Akaky Akakiyevich was born, if my memory fails me not, in the evening on the 23rd of March. His mother, the wife of a Government official, and a very fine woman, made all due arrangements for having the child baptised.
Besides, the notion became pleasant to him when he recollected that he should thereby have a chance of wearing his new cloak in the evening also. That whole day was truly a most triumphant festival for Akaky Akakiyevich. He returned home in the most happy frame of mind, took off his cloak, and hung it carefully on the wall, admiring afresh the cloth and the lining.
But the reader must first be told where the first half came from. Akaky Akakiyevich had a habit of putting, for every ruble he spent, a groschen into a small box, fastened with lock and key, and with a slit in the top for the reception of money. At the end of every half-year he counted over the heap of coppers, and changed it for silver.
"A hundred and fifty rubles for a cloak!" shrieked poor Akaky Akakiyevich, perhaps for the first time in his life, for his voice had always been distinguished for softness. "Yes, sir," said Petrovich, "for any kind of cloak. If you have a marten fur on the collar, or a silk-lined hood, it will mount up to two hundred."
There only, he finally began to collect his thoughts, and to survey his position in its clear and actual light, and to argue with himself, sensibly and frankly, as with a reasonable friend, with whom one can discuss private and personal matters. "No," said Akaky Akakiyevich, "it is impossible to reason with Petrovich now. He is that evidently, his wife has been beating him.

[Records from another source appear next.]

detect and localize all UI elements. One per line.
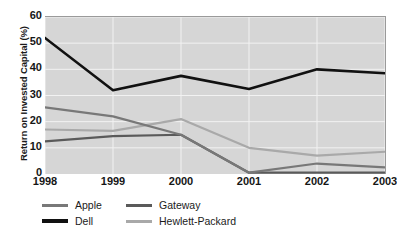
x-tick-label: 2001 <box>237 175 261 187</box>
x-tick-label: 2003 <box>373 175 397 187</box>
legend-swatch-apple <box>42 204 68 207</box>
y-tick-label: 60 <box>20 10 42 21</box>
plot-svg <box>45 17 385 174</box>
chart-legend: Apple Gateway Dell Hewlett-Packard <box>42 197 342 229</box>
legend-item-hewlett-packard: Hewlett-Packard <box>126 215 236 227</box>
y-tick-label: 50 <box>20 36 42 47</box>
legend-swatch-dell <box>42 219 68 223</box>
legend-label-apple: Apple <box>75 199 102 211</box>
series-lines <box>45 38 385 173</box>
x-tick-label: 2002 <box>305 175 329 187</box>
series-line-dell <box>45 38 385 90</box>
series-line-apple <box>45 107 385 172</box>
legend-swatch-gateway <box>126 204 152 207</box>
legend-swatch-hewlett-packard <box>126 220 152 223</box>
x-tick-label: 2000 <box>169 175 193 187</box>
legend-item-apple: Apple <box>42 199 126 211</box>
legend-row: Apple Gateway <box>42 197 342 213</box>
legend-label-hewlett-packard: Hewlett-Packard <box>159 215 236 227</box>
x-axis-tick-labels: 199819992000200120022003 <box>45 175 385 191</box>
legend-item-dell: Dell <box>42 215 126 227</box>
legend-item-gateway: Gateway <box>126 199 200 211</box>
x-tick-label: 1998 <box>33 175 57 187</box>
x-tick-label: 1999 <box>101 175 125 187</box>
legend-row: Dell Hewlett-Packard <box>42 213 342 229</box>
y-axis-tick-labels: 6050403020100 <box>16 0 42 235</box>
legend-label-gateway: Gateway <box>159 199 200 211</box>
y-tick-label: 30 <box>20 89 42 100</box>
y-tick-label: 10 <box>20 141 42 152</box>
legend-label-dell: Dell <box>75 215 93 227</box>
y-tick-label: 40 <box>20 62 42 73</box>
y-tick-label: 20 <box>20 115 42 126</box>
gridlines <box>45 17 385 174</box>
plot-area <box>45 16 386 174</box>
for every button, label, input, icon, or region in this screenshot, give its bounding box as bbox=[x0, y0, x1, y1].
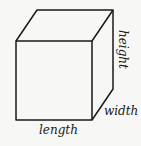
length-label: length bbox=[39, 123, 78, 137]
cube-diagram: length width height bbox=[0, 0, 141, 146]
width-label: width bbox=[104, 104, 138, 118]
height-label: height bbox=[116, 30, 130, 69]
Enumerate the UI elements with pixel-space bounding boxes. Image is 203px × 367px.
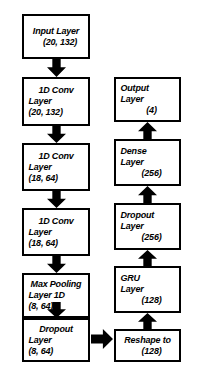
node-output-layer[interactable]: Output Layer (4) xyxy=(114,77,181,122)
node-dropout-1[interactable]: Dropout Layer (8, 64) xyxy=(22,318,90,362)
node-line: Layer xyxy=(26,162,87,173)
node-line: 1D Conv xyxy=(27,216,85,227)
node-line: Layer 1D xyxy=(26,290,87,301)
node-dense-layer[interactable]: Dense Layer (256) xyxy=(114,139,181,186)
node-shape: (256) xyxy=(115,232,180,243)
node-dropout-2[interactable]: Dropout Layer (256) xyxy=(114,203,181,250)
node-shape: (20, 132) xyxy=(26,107,87,118)
arrow-reshape-to-gru xyxy=(138,313,157,329)
node-line: Layer xyxy=(118,221,178,232)
arrow-gru-to-dropout2 xyxy=(138,250,157,266)
node-line: Layer xyxy=(26,335,87,346)
node-shape: (18, 64) xyxy=(26,173,87,184)
node-line: 1D Conv xyxy=(27,85,85,96)
arrow-dense-to-output xyxy=(138,122,157,139)
node-line: Layer xyxy=(26,96,87,107)
node-line: Max Pooling xyxy=(27,279,85,290)
flowchart-canvas: Input Layer (20, 132) 1D Conv Layer (20,… xyxy=(0,0,203,367)
node-shape: (256) xyxy=(115,168,180,179)
node-conv1d-2[interactable]: 1D Conv Layer (18, 64) xyxy=(22,143,90,191)
node-line: Input Layer xyxy=(27,26,85,37)
node-gru-layer[interactable]: GRU Layer (128) xyxy=(114,266,181,313)
node-shape: (20, 132) xyxy=(23,37,89,48)
arrow-dropout2-to-dense xyxy=(138,186,157,203)
arrow-conv1-to-conv2 xyxy=(47,126,66,143)
node-line: Layer xyxy=(118,284,178,295)
node-shape: (128) xyxy=(115,295,180,306)
node-line: Dropout xyxy=(118,210,178,221)
node-line: Layer xyxy=(118,157,178,168)
arrow-input-to-conv1 xyxy=(47,59,66,77)
node-shape: (4) xyxy=(115,105,180,116)
arrow-conv2-to-conv3 xyxy=(47,191,66,208)
node-line: Output xyxy=(118,83,178,94)
node-line: GRU xyxy=(118,273,178,284)
node-shape: (18, 64) xyxy=(26,238,87,249)
node-conv1d-3[interactable]: 1D Conv Layer (18, 64) xyxy=(22,208,90,256)
node-line: Reshape to xyxy=(119,335,176,346)
node-shape: (128) xyxy=(115,346,180,357)
node-input-layer[interactable]: Input Layer (20, 132) xyxy=(22,14,90,59)
node-line: Layer xyxy=(26,227,87,238)
arrow-dropout1-to-reshape xyxy=(91,329,113,349)
arrow-conv3-to-maxpool xyxy=(47,256,66,273)
node-line: Layer xyxy=(118,94,178,105)
node-line: 1D Conv xyxy=(27,151,85,162)
node-line: Dense xyxy=(118,146,178,157)
node-conv1d-1[interactable]: 1D Conv Layer (20, 132) xyxy=(22,77,90,126)
node-reshape[interactable]: Reshape to (128) xyxy=(114,329,181,362)
node-line: Dropout xyxy=(27,324,85,335)
node-shape: (8, 64) xyxy=(26,346,87,357)
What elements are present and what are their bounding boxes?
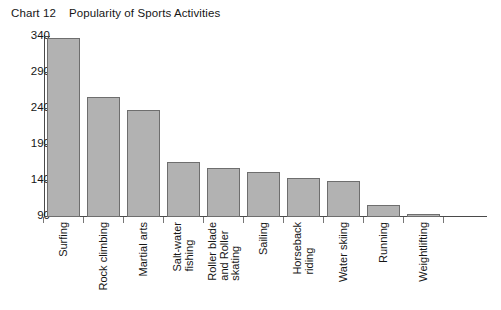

Akaky Akakiyevich gazed upon all this as upon a novel sight. He had not been in the streets during the evening for years.
The clerks dared make no reply to this, and one of them went to call the chief, who listened to the strange story of the theft of the coat. Instead of directing his attention to the principal points of the matter, he began to question Akaky Akakiyevich. Why was he going home so late? Was he in the habit of doing so, or had he been to some disorderly house?
Akaky Akakiyevich, who was already imbued with a due amount of fear, became somewhat confused, and as well as his tongue would permit, explained, with a rather more frequent addition than usual of the word "that" that his cloak was quite new, and had been stolen in the most inhuman manner; that he had applied to him, in order that he might, in some way, by his intermediation that he might enter into correspondence with the chief of police, and find the cloak.
I confess that the person who told me this tale took no interest in the matter. They carried Akaky Akakiyevich out, and buried him. And St. Petersburg was left without Akaky Akakiyevich, as though he had never lived there.